A short entry this month as I’m traveling now and am far away from my stack of unread magazines.
I’m in Labuan Bajo, by the way. Wikipedia describes it as a “fishing town located at the western end of the large island of Flores in the Nusa Tenggara region of east Indonesia.” It is often used by visitors as a gateway to Komodo National Park.
Here is a National Geographic article about the Komodo Dragon. ETS loves to include content about animals on the test, so that’s a perfect bit of academic reading practice!
I’m in a small hotel in a more rural part of the town. The atmosphere here is peaceful and quiet. Well, mostly quiet. A few months ago kids in Indonesia discovered the old “clackers” toy so every ten minutes the silence is broken by the toy’s signature clack-clack-clack-clack. It’s the weirdest thing. Why clackers? Why now?
I read a few things this month, though.
First up, I read Colin Thubron’s “To a Mountain in Tibet.” Part travelogue, part history lesson, it describes the author’s visit to Mt. Kailas in the early 2000s. Thubron is my favorite travel writer (as regular readers of this column already know) and this is one of his strongest and most personal works. You can get it on Amazon.
I have visited Tibet a few times. The last was around 2012, I think. I remember how a police car was waiting for my partner and myself when we arrived at one town with a recent history of protests. Someone, probably the driver, had called ahead to let local officials know that some outsiders were coming. The Chinese state is impressive, to say the least.
I also read the July 2021 issue of Scientific American. A few things caught my attention:
This short article about new ways to grow coral cells might be a bit boring, but I’ve been snorkeling on this trip. It’s relevant!
The month’s cover story about human evolution and why we are more dependent on water that other species is perfect! On trips to tropical destinations like Indonesia I’m dehydrated pretty much all the time, so reading about why I have this problem is perfectly relevant. The article is actually quite interesting, and I can imagine ETS creating a reading passage about a similar topic some day.
The issue also contains a long story about how we might solve the climate change crisis by pulling carbon from the air and sequestering it deep underground. The article is a bit technical… but so is the TOEFL reading section.
So there you go. Four articles and a book. I think I’ll leave it at that. I’ll check in again next month with more notes from the road, and a few more articles.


#### TASK REQUIREMENTS:
If a line holds the word "order", copy it from the entries.

##### DATASET CONTENT #####

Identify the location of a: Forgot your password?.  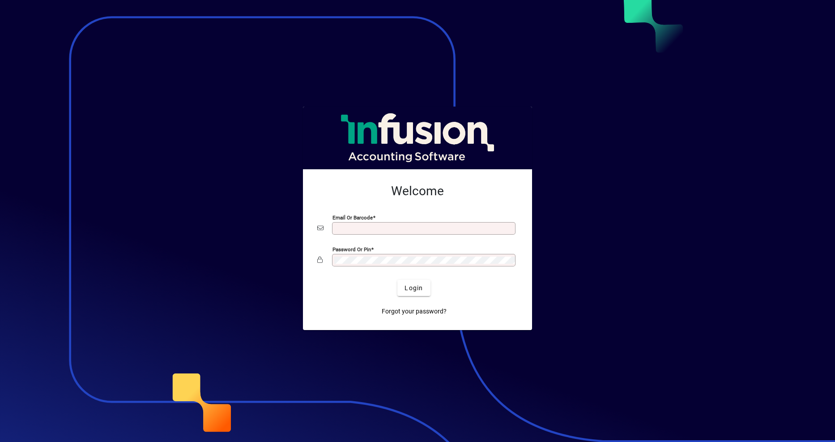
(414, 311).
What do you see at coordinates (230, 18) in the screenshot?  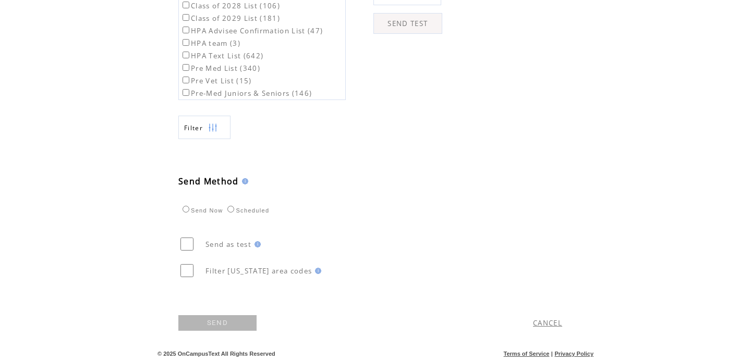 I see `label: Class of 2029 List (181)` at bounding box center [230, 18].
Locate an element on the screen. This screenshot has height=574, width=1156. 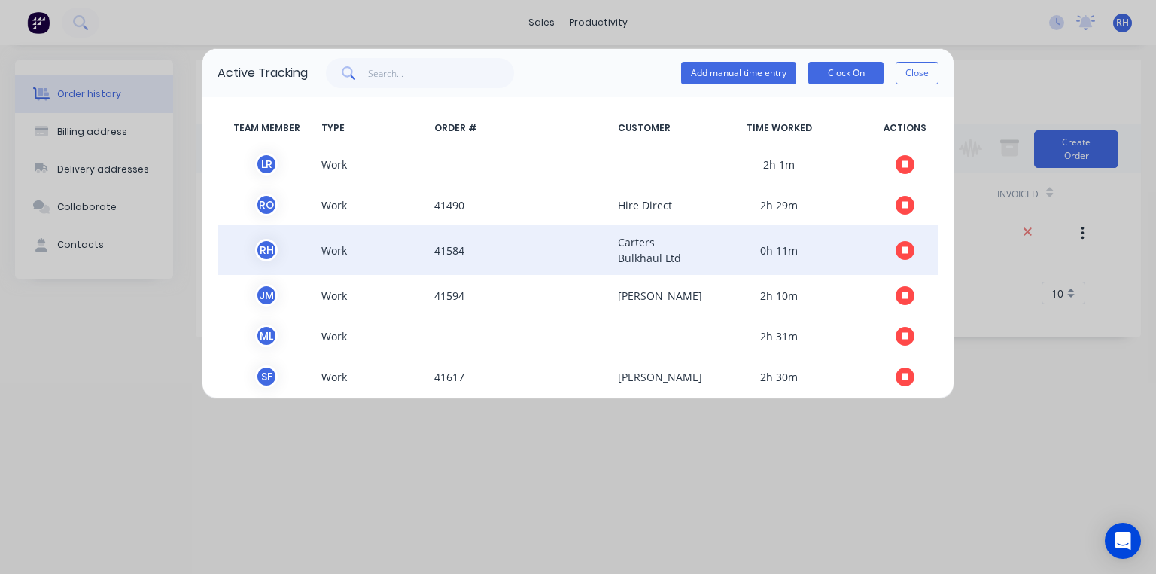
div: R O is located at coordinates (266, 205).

#####
##### DATASET CONTENT #####

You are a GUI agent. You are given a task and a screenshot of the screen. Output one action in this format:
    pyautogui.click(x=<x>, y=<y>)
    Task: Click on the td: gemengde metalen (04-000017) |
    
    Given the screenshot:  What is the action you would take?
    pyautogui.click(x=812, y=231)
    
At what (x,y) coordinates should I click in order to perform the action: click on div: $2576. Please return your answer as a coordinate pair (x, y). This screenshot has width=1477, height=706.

#####
##### DATASET CONTENT #####

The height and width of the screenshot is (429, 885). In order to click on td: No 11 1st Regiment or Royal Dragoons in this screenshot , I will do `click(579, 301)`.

#####

#### YOUR SOLUTION:
At what (x,y) coordinates should I click in order to perform the action: click on div: $2576. Please return your answer as a coordinate pair (x, y). This screenshot has width=1477, height=706.
The height and width of the screenshot is (429, 885). In order to click on td: No 11 1st Regiment or Royal Dragoons in this screenshot , I will do `click(579, 301)`.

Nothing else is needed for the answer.